Klopp, the Liverpool manager, had his eye out for one player in particular: Rhian Brewster, a teenage forward of immense promise on Liverpool’s books, had scored England’s first goal in the final of the Under-17 World Cup in India, and had finished the tournament as its leading scorer.

Klopp was well aware of Brewster’s talent.

He had invited the teenager to train with Liverpool’s first team when Brewster was only 16; he had even found a place for the young striker on the substitutes’ bench for a game against Crystal Palace last season, a few days after Brewster’s 17th birthday.

After he had scored three times for England’s under-17s in the World Cup semifinal, Klopp had called him and told him to “save the number.” He was, clearly, delighted by his young charge’s achievement.

Klopp, like everyone else at Liverpool, holds high hopes for Brewster. The belief within the club is that he will mature into an elite striker. His performances in India seemed to bear that out.

And yet, even then, Klopp was quick to strike a note of caution. “For Rhian, this is just the start, not a landmark moment,” he said. “He is on a great road, but this is only the beginning.”

The summer of 2017 was a golden one for England. Between June and October, the country’s much-maligned youth teams won tournament after tournament, embarking on an unprecedented run of success for a nation hardly used to international glory.
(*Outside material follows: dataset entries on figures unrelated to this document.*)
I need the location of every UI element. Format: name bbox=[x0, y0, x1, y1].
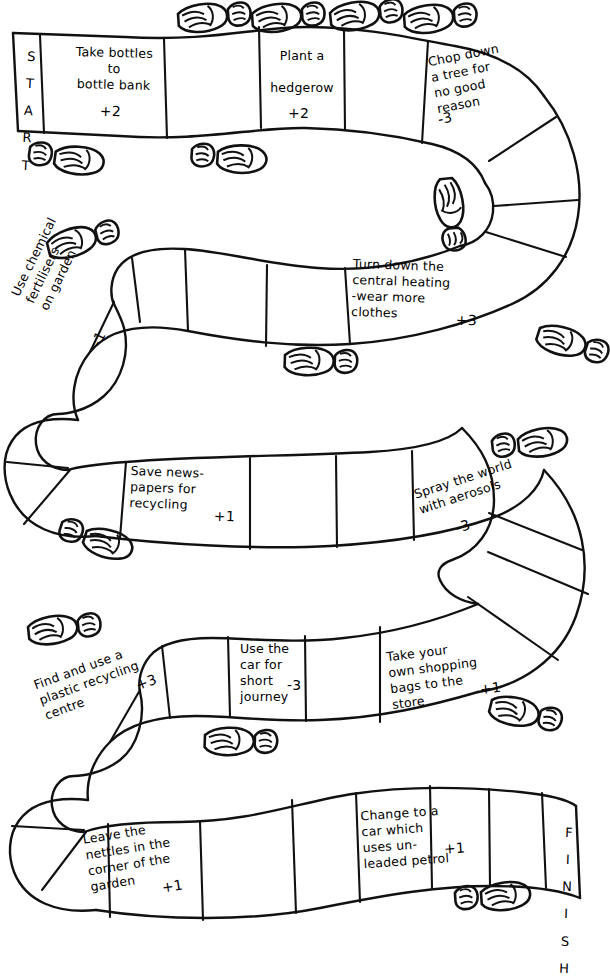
footprint-icon bbox=[191, 142, 268, 175]
space-shopping-bags-score: +1 bbox=[479, 679, 502, 699]
uturn4-div-1 bbox=[12, 826, 84, 830]
footprint-icon bbox=[177, 1, 251, 34]
footprint-icon bbox=[534, 320, 610, 369]
divider-33 bbox=[292, 800, 296, 913]
footprint-icon bbox=[204, 727, 277, 757]
space-car-short-text: Use the car for short journey bbox=[240, 641, 310, 705]
footprint-icon bbox=[454, 881, 531, 914]
divider-12 bbox=[132, 258, 140, 322]
divider-11 bbox=[185, 249, 188, 331]
uturn2-outer bbox=[5, 419, 96, 537]
space-hedgerow-score: +2 bbox=[288, 105, 309, 123]
divider-2 bbox=[259, 27, 261, 128]
finish-letter-5: H bbox=[553, 962, 575, 976]
finish-letter-0: F bbox=[558, 825, 580, 839]
divider-3 bbox=[344, 30, 345, 130]
space-newspapers-score: +1 bbox=[214, 508, 236, 527]
uturn2-div-2 bbox=[24, 470, 70, 524]
divider-36 bbox=[489, 789, 490, 886]
space-car-short-score: -3 bbox=[287, 677, 301, 695]
space-hedgerow-text: Plant a hedgerow bbox=[263, 48, 341, 96]
space-take-bottles-text: Take bottles to bottle bank bbox=[57, 44, 170, 95]
row2-inner-cap bbox=[114, 304, 124, 328]
start-letter-4: T bbox=[15, 158, 38, 173]
start-letter-1: T bbox=[19, 76, 42, 91]
space-central-heating-score: +3 bbox=[456, 312, 478, 331]
space-take-bottles-score: +2 bbox=[100, 103, 122, 122]
finish-letter-2: N bbox=[556, 880, 578, 894]
uturn2-div-1 bbox=[7, 462, 68, 468]
divider-finish bbox=[542, 793, 546, 888]
divider-16 bbox=[120, 462, 126, 538]
uturn1-div-2 bbox=[494, 200, 578, 206]
uturn3-div-1 bbox=[489, 513, 582, 550]
space-central-heating-text: Turn down the central heating -wear more… bbox=[351, 256, 473, 324]
uturn1-div-1 bbox=[489, 117, 556, 161]
footprint-icon bbox=[491, 426, 568, 461]
space-unleaded-text: Change to a car which uses un- leaded pe… bbox=[360, 802, 460, 873]
space-chop-tree-score: -3 bbox=[436, 109, 454, 129]
finish-letter-4: S bbox=[554, 934, 576, 948]
divider-9 bbox=[345, 268, 350, 344]
uturn1-div-3 bbox=[486, 232, 566, 257]
footprint-icon bbox=[251, 1, 325, 34]
footprint-icon bbox=[433, 177, 468, 252]
space-nettles-score: +1 bbox=[161, 876, 185, 897]
footprint-icon bbox=[487, 692, 564, 736]
footprint-icon bbox=[27, 140, 105, 178]
start-letter-2: A bbox=[18, 104, 41, 119]
row3-top-edge bbox=[68, 428, 462, 470]
finish-letter-3: I bbox=[555, 907, 577, 921]
footprint-icon bbox=[27, 611, 102, 646]
start-letter-3: R bbox=[16, 131, 39, 146]
divider-26 bbox=[228, 637, 230, 716]
divider-18 bbox=[336, 456, 337, 547]
finish-letter-1: I bbox=[557, 853, 579, 867]
start-letter-0: S bbox=[21, 49, 44, 64]
footprint-icon bbox=[403, 2, 477, 35]
divider-10 bbox=[266, 265, 267, 346]
space-unleaded-score: +1 bbox=[443, 839, 465, 858]
uturn4-div-2 bbox=[42, 832, 86, 890]
space-shopping-bags-text: Take your own shopping bags to the store bbox=[385, 637, 494, 713]
uturn4-outer bbox=[10, 799, 96, 911]
uturn3-div-2 bbox=[488, 552, 588, 594]
u-turn-top-right bbox=[460, 96, 580, 304]
divider-27 bbox=[162, 646, 170, 718]
uturn2-inner bbox=[36, 328, 126, 470]
footprint-icon bbox=[284, 347, 357, 377]
u-turn-left-upper bbox=[5, 328, 126, 537]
A team comprised largely of under-18 players won the prestigious tournament at Toulon, France, for the second year running, on June 10. The next day, in South Korea, England’s under-20 team won that age group’s World Cup for the first time.
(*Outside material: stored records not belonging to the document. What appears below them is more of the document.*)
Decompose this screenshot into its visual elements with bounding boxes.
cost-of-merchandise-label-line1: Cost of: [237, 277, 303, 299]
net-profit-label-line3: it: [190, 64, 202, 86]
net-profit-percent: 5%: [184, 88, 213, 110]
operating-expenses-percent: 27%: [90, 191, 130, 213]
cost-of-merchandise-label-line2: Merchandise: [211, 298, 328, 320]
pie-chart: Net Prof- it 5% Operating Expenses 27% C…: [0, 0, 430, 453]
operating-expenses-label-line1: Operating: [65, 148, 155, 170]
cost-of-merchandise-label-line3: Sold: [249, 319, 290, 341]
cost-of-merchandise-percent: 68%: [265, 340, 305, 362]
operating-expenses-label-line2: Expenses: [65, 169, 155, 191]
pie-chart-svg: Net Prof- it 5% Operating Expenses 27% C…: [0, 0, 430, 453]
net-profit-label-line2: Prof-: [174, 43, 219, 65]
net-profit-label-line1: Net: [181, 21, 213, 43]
In July, the under-19 team lifted the European Championship trophy in Georgia. The crowning achievement, recorded by Brewster and his under-17 teammates, arrived at the end of October.
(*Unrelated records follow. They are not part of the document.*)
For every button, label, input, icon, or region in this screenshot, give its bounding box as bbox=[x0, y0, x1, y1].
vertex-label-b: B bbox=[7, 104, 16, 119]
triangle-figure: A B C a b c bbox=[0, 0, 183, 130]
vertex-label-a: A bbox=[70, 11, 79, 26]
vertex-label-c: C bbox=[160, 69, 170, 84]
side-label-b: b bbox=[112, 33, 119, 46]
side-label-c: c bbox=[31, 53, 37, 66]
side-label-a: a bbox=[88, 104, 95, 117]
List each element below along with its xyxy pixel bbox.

Along the way, there were several other near-misses, too: The under-17s only lost the final of their European Championship on penalties in May; the under-21s were beaten on penalties by Germany (much more familiar ground, this) in the semifinals of theirs.

Suddenly, in a country that had long since grown wearily accustomed to the idea that it did not produce young talent, there was a sense of vindication.

In recent years, the Football Association, which governs the game in England, has made an “enormous investment” in youth development, according to Gareth Southgate, the manager of the England senior team, as part of a programme to identify and develop the best young talent.

That is in addition to spending hundreds of millions of pounds on facilities at the national teams’ base at St George’s Park.

There has been no small emphasis on outreach, too, building better relationships with clubs, encouraging them to release their young players for international duty.

Premier League teams have done their part, too, focusing more and more time and resources on nurturing young players: not just building state-of-the-art academies to house them, but taking practical measures to help them grow.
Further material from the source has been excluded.